Callinora rubbed at her large ring again, contemplating. “It is my king and father’s decision,” she said dutifully.
“Yes,” Ballius spoke up. He ran his hands over the front of his skin-tight doublet, looking to Nestor. “It has been a day rife with decisions already, my king. I speak for all those with your best interest at heart when I say?—”
“Not yet, Ballius.” Callinora held up her hand, taking a few steps down the dais to address her visitors. “These exiles you speak of,” she said, “Your army. Are they ready to fight now? Today?”
Tyla perked, hope glimmering in her eyes. “If we have an ally in Maradenn.” She took a half-step toward the throne. “In you, my king. Then they will return. They will fight. They will go to war. Now.”

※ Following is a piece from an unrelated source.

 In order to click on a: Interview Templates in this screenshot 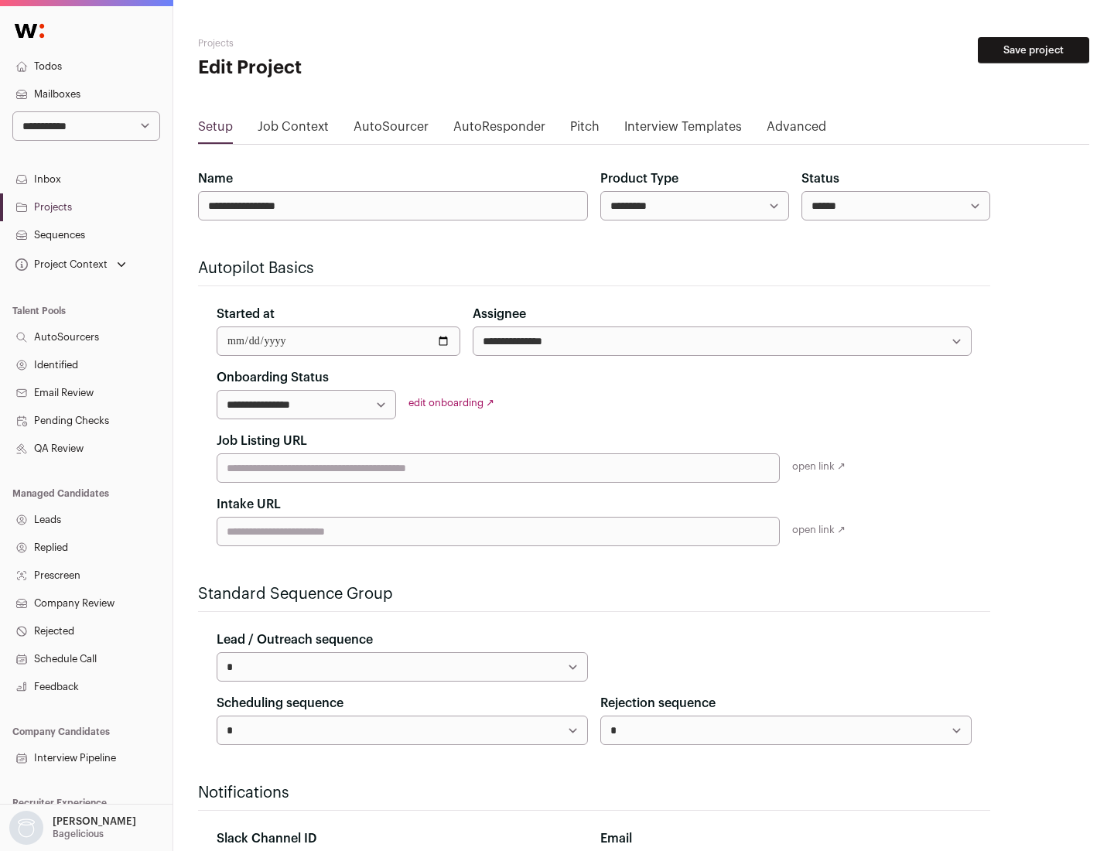, I will do `click(683, 130)`.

Callinora nodded, turned back up the stairs, then kneeled at her father’s side to whisper in his ear.
Ingrid couldn’t be certain from where she stood, but something in the way the cunning princess cupped her hands around her mouth seemed like she was far more worried about her father’s advisors listening in than she was of the world-walkers.
Nestor stiffened in his seat as his daughter spoke. Restless, his fingers tapped out of rhythm on the arm of his solid gold chair, shuddering once, then placing a gentle hand on his daughter’s cheek.
Callinora allowed the moment of fatherly affection, but her smile turned sour the moment her father looked away from her.
“I’m sorry,” Nestor declared. “You will have to find another ally. As of this morning, my council and I have decided to announce our neutrality in this war. We’ve lost too much.
By tomorrow morning, the war sigils will be taken down, and by the evening, Makkar will receive word of our forfeiture.
” He snapped his fingers, summoning one of the lady’s maids.
“My daughter and her maids will escort you to the guest wing, if you would like to stay. And please, in honor of my friendship with Karis, I beg that you will accept.”
Tyla clenched Raidinn’s arm, as if she needed something to take out her frustration on. Her brother didn’t flinch.
“Thank you, King Nestor,” Tyla managed. “We will take you up on your generous offer. And we hope you reconsider.”
The king and his advisors had already begun filing out of the room, one after the other, in no rush.
Only Callinora, her personal retinue like shadows over her, now stood before them. “Come,” she said. “We have much to discuss.”